Maverick director responsible for some of the most distinctive American films of the last 35 years. After serving in the military during the 1940s, Altman learnt his filmmaking craft by making advertisements and training films before breaking into TV, where he worked throughout the sixties. Altman's breakthrough feature was MASH in 1970, an acerbic Oscar-winning Korean war comedy that introduced his chaotic, overlapping narrative style. Throughout the seventies, Altman turned in a series of acclaimed films including Images, Brewster McCloud, California Split, The Long Goodbye, the western McCabe & Mrs Miller and the brilliant musical drama Nashville. The 1980s proved to be less successful, as Altman struggled in a decade of slick blockbusters to raise funds for his idiosyncratic movies; nevertheless, the likes of Popeye, Fool for Love and Vincent & Theo were all flawed but interesting work.

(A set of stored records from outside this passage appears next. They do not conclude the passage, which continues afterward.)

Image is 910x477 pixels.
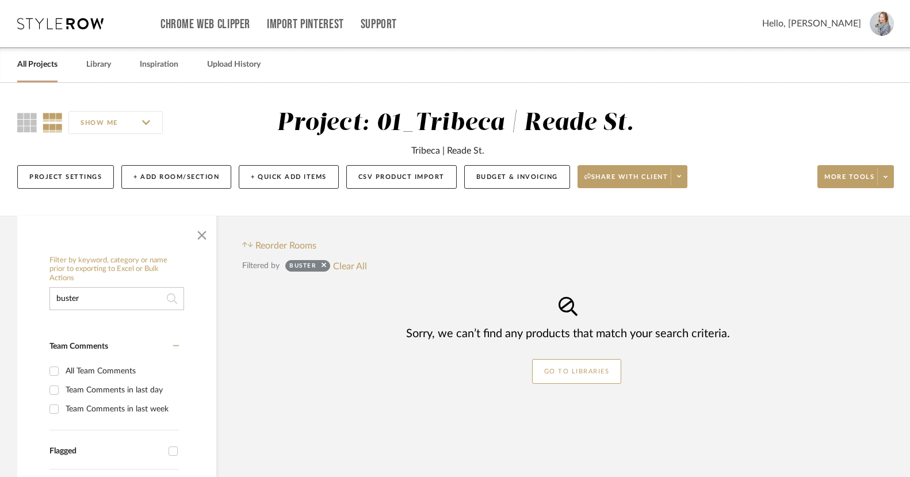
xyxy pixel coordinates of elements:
[121,165,231,189] button: + Add Room/Section
[346,165,457,189] button: CSV Product Import
[277,111,634,135] div: Project: 01_Tribeca | Reade St.
[762,17,861,30] span: Hello, [PERSON_NAME]
[242,326,894,342] div: Sorry, we can’t find any products that match your search criteria.
[161,20,250,29] a: Chrome Web Clipper
[86,57,111,73] a: Library
[464,165,570,189] button: Budget & Invoicing
[870,12,894,36] img: avatar
[825,173,875,190] span: More tools
[49,256,184,283] h6: Filter by keyword, category or name prior to exporting to Excel or Bulk Actions
[333,258,367,273] button: Clear All
[17,165,114,189] button: Project Settings
[411,144,485,158] div: Tribeca | Reade St.
[289,262,316,273] div: buster
[532,359,622,384] a: GO TO LIBRARIES
[17,57,58,73] a: All Projects
[255,239,316,253] span: Reorder Rooms
[818,165,894,188] button: More tools
[140,57,178,73] a: Inspiration
[585,173,669,190] span: Share with client
[49,342,108,350] span: Team Comments
[242,260,280,272] div: Filtered by
[49,287,184,310] input: Search within 0 results
[578,165,688,188] button: Share with client
[361,20,397,29] a: Support
[66,381,176,399] div: Team Comments in last day
[66,400,176,418] div: Team Comments in last week
[190,222,213,245] button: Close
[207,57,261,73] a: Upload History
[49,447,163,456] div: Flagged
[66,362,176,380] div: All Team Comments
[267,20,344,29] a: Import Pinterest
[239,165,339,189] button: + Quick Add Items
[242,239,316,253] button: Reorder Rooms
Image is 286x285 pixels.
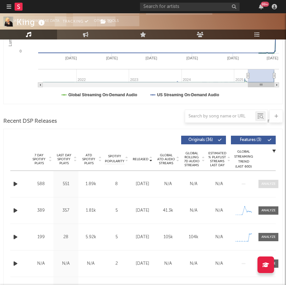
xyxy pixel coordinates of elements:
div: [DATE] [131,234,154,240]
div: 5 [105,207,128,214]
div: 104k [182,234,205,240]
text: Luminate Daily Streams [8,4,13,46]
div: 588 [30,181,52,187]
div: 28 [55,234,77,240]
span: Originals ( 36 ) [185,138,216,142]
div: N/A [157,260,179,267]
div: N/A [182,260,205,267]
div: King [17,17,46,28]
span: Spotify Popularity [105,154,124,164]
div: 357 [55,207,77,214]
div: N/A [55,260,77,267]
div: N/A [208,181,230,187]
button: Originals(36) [181,136,226,144]
div: 8 [105,181,128,187]
span: Estimated % Playlist Streams Last Day [208,151,226,167]
div: 1.81k [80,207,101,214]
div: N/A [80,260,101,267]
div: 551 [55,181,77,187]
div: Global Streaming Trend (Last 60D) [233,149,253,169]
button: Features(3) [231,136,276,144]
input: Search for artists [140,3,239,11]
span: Features ( 3 ) [235,138,266,142]
text: Global Streaming On-Demand Audio [68,93,137,97]
div: 99 + [261,2,269,7]
text: [DATE] [106,56,118,60]
text: [DATE] [65,56,77,60]
div: N/A [182,207,205,214]
div: 1.89k [80,181,101,187]
text: 0 [20,49,22,53]
input: Search by song name or URL [185,114,255,119]
div: [DATE] [131,207,154,214]
text: [DATE] [186,56,198,60]
text: [DATE] [146,56,157,60]
div: 41.3k [157,207,179,214]
span: ATD Spotify Plays [80,153,97,165]
div: N/A [182,181,205,187]
div: 5 [105,234,128,240]
span: ( 1 ) [96,17,116,27]
span: 7 Day Spotify Plays [30,153,48,165]
text: US Streaming On-Demand Audio [157,93,219,97]
span: Last Day Spotify Plays [55,153,73,165]
text: [DATE] [267,56,278,60]
div: 5.92k [80,234,101,240]
div: [DATE] [131,260,154,267]
span: Released [133,157,148,161]
button: 99+ [259,4,263,9]
div: [DATE] [131,181,154,187]
div: N/A [30,260,52,267]
div: N/A [208,207,230,214]
span: Global Rolling 7D Audio Streams [182,151,201,167]
button: (1) [96,17,115,27]
div: N/A [208,260,230,267]
button: Tracking [55,17,96,27]
div: 105k [157,234,179,240]
text: [DATE] [227,56,239,60]
div: 199 [30,234,52,240]
span: Global ATD Audio Streams [157,153,175,165]
div: 389 [30,207,52,214]
div: 2 [105,260,128,267]
div: N/A [157,181,179,187]
div: N/A [208,234,230,240]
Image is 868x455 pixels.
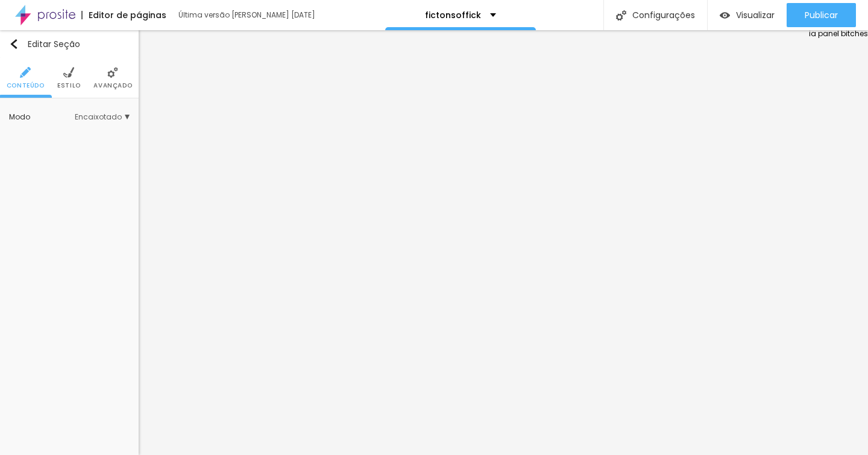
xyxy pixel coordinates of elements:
span: Visualizar [737,10,775,20]
div: Modo [9,114,75,121]
img: Icone [20,67,31,78]
img: view-1.svg [720,10,730,21]
span: Publicar [805,10,838,20]
div: Editor de páginas [81,11,166,20]
img: Icone [63,67,74,78]
p: fictonsoffick [425,11,481,20]
iframe: Editor [138,30,809,455]
img: Icone [9,40,19,48]
button: Visualizar [708,3,787,27]
span: Conteúdo [7,83,44,89]
span: Encaixotado [75,114,130,121]
span: Estilo [57,83,81,89]
div: Editar Seção [9,40,80,48]
div: ia panel bitches [809,30,868,455]
button: Publicar [787,3,856,27]
span: Avançado [94,83,132,89]
div: Última versão [PERSON_NAME] [DATE] [179,12,317,19]
img: Icone [616,10,627,21]
img: Icone [108,67,119,78]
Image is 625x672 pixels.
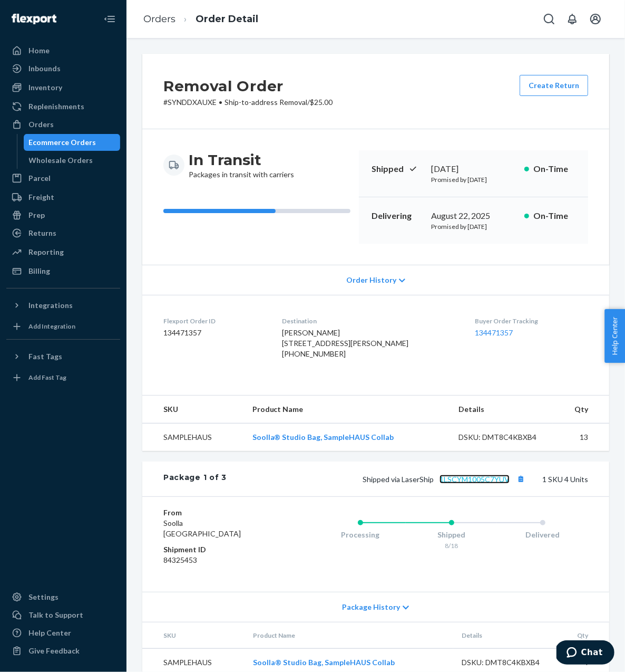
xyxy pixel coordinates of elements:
[6,60,120,77] a: Inbounds
[476,328,513,337] a: 134471357
[282,328,408,348] span: [PERSON_NAME] [STREET_ADDRESS][PERSON_NAME]
[244,396,451,424] th: Product Name
[342,602,400,613] span: Package History
[6,589,120,605] a: Settings
[28,373,67,382] div: Add Fast Tag
[28,63,61,74] div: Inbounds
[432,163,516,175] div: [DATE]
[371,210,423,222] p: Delivering
[453,622,556,649] th: Details
[539,9,560,30] button: Open Search Box
[6,98,120,115] a: Replenishments
[11,14,56,24] img: Flexport logo
[406,541,497,550] div: 8/18
[164,75,333,97] h2: Removal Order
[462,658,548,668] div: DSKU: DMT8C4KBXB4
[6,244,120,261] a: Reporting
[534,163,576,175] p: On-Time
[432,175,516,184] p: Promised by [DATE]
[164,507,273,518] dt: From
[6,116,120,133] a: Orders
[28,610,83,621] div: Talk to Support
[144,13,176,25] a: Orders
[28,210,45,221] div: Prep
[164,472,227,486] div: Package 1 of 3
[6,297,120,314] button: Integrations
[476,316,588,325] dt: Buyer Order Tracking
[6,189,120,206] a: Freight
[28,247,64,258] div: Reporting
[28,266,50,276] div: Billing
[585,9,607,30] button: Open account menu
[24,152,120,169] a: Wholesale Orders
[6,348,120,365] button: Fast Tags
[28,192,55,202] div: Freight
[189,150,294,169] h3: In Transit
[225,98,307,107] span: Ship-to-address Removal
[315,530,406,540] div: Processing
[432,222,516,231] p: Promised by [DATE]
[253,433,395,442] a: Soolla® Studio Bag, SampleHAUS Collab
[142,622,245,649] th: SKU
[6,43,120,59] a: Home
[520,75,588,96] button: Create Return
[28,101,84,112] div: Replenishments
[29,155,93,165] div: Wholesale Orders
[196,13,258,25] a: Order Detail
[363,474,528,484] span: Shipped via LaserShip
[28,322,75,331] div: Add Integration
[556,622,610,649] th: Qty
[28,646,79,656] div: Give Feedback
[432,210,516,222] div: August 22, 2025
[135,4,266,35] ol: breadcrumbs
[28,120,54,130] div: Orders
[6,318,120,335] a: Add Integration
[450,396,553,424] th: Details
[245,622,453,649] th: Product Name
[28,628,71,638] div: Help Center
[164,97,333,108] p: # SYNDDXAUXE / $25.00
[28,83,63,93] div: Inventory
[557,641,615,667] iframe: Opens a widget where you can chat to one of our agents
[6,607,120,624] button: Talk to Support
[28,46,50,56] div: Home
[6,625,120,641] a: Help Center
[282,316,458,325] dt: Destination
[164,328,266,338] dd: 134471357
[459,432,545,442] div: DSKU: DMT8C4KBXB4
[406,530,497,540] div: Shipped
[6,369,120,386] a: Add Fast Tag
[28,228,56,238] div: Returns
[282,348,458,359] div: [PHONE_NUMBER]
[553,396,610,424] th: Qty
[6,225,120,242] a: Returns
[6,170,120,187] a: Parcel
[164,519,241,538] span: Soolla [GEOGRAPHIC_DATA]
[29,137,96,148] div: Ecommerce Orders
[164,555,273,565] dd: 84325453
[28,592,59,602] div: Settings
[99,9,120,30] button: Close Navigation
[562,9,583,30] button: Open notifications
[6,79,120,96] a: Inventory
[219,98,222,107] span: •
[253,658,395,667] a: Soolla® Studio Bag, SampleHAUS Collab
[28,173,51,184] div: Parcel
[24,134,120,151] a: Ecommerce Orders
[371,163,423,175] p: Shipped
[164,544,273,555] dt: Shipment ID
[347,275,396,285] span: Order History
[514,472,528,486] button: Copy tracking number
[28,352,63,362] div: Fast Tags
[227,472,588,486] div: 1 SKU 4 Units
[497,530,588,540] div: Delivered
[553,424,610,451] td: 13
[6,263,120,279] a: Billing
[605,309,625,363] button: Help Center
[142,396,244,424] th: SKU
[6,207,120,224] a: Prep
[142,424,244,451] td: SAMPLEHAUS
[440,474,509,484] a: 1LSCYM1005C7YUV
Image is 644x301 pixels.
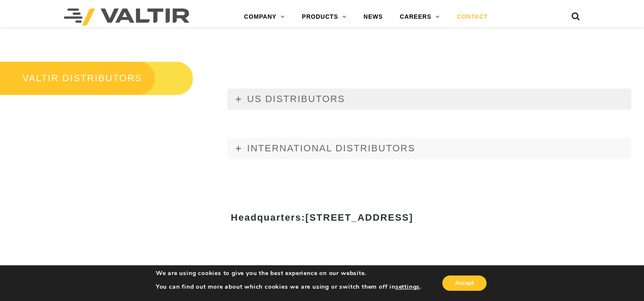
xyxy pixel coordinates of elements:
a: US DISTRIBUTORS [227,89,631,110]
img: Valtir [64,8,190,25]
button: settings [396,283,419,291]
a: COMPANY [235,8,293,25]
a: INTERNATIONAL DISTRIBUTORS [227,137,631,159]
strong: Headquarters: [230,212,413,223]
span: INTERNATIONAL DISTRIBUTORS [247,143,415,154]
button: Accept [442,276,487,291]
a: NEWS [355,8,391,25]
a: PRODUCTS [293,8,355,25]
a: CONTACT [448,8,497,25]
p: You can find out more about which cookies we are using or switch them off in . [156,283,422,291]
p: We are using cookies to give you the best experience on our website. [156,269,422,277]
a: CAREERS [391,8,448,25]
span: [STREET_ADDRESS] [305,212,413,223]
span: US DISTRIBUTORS [247,94,344,104]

Altman returned to the A-list of directors with 1992's cameo-laden Hollywood satire The Player, which was followed by the superb ensemble drama Short Cuts, based on the stories of Raymond Carver. Since then until his death Altman turned in almost a film a year, which ranged from the great (Gosford Park, The Company) to the less impressive (Dr T & The Women, The Gingerbread Man), but always intelligent and unusual. At over 80, Altman remained an outspoken anti-Hollywood figure who showed no sign of slowing down right until the end, with his last film A Prairie Home Companion released in 2006.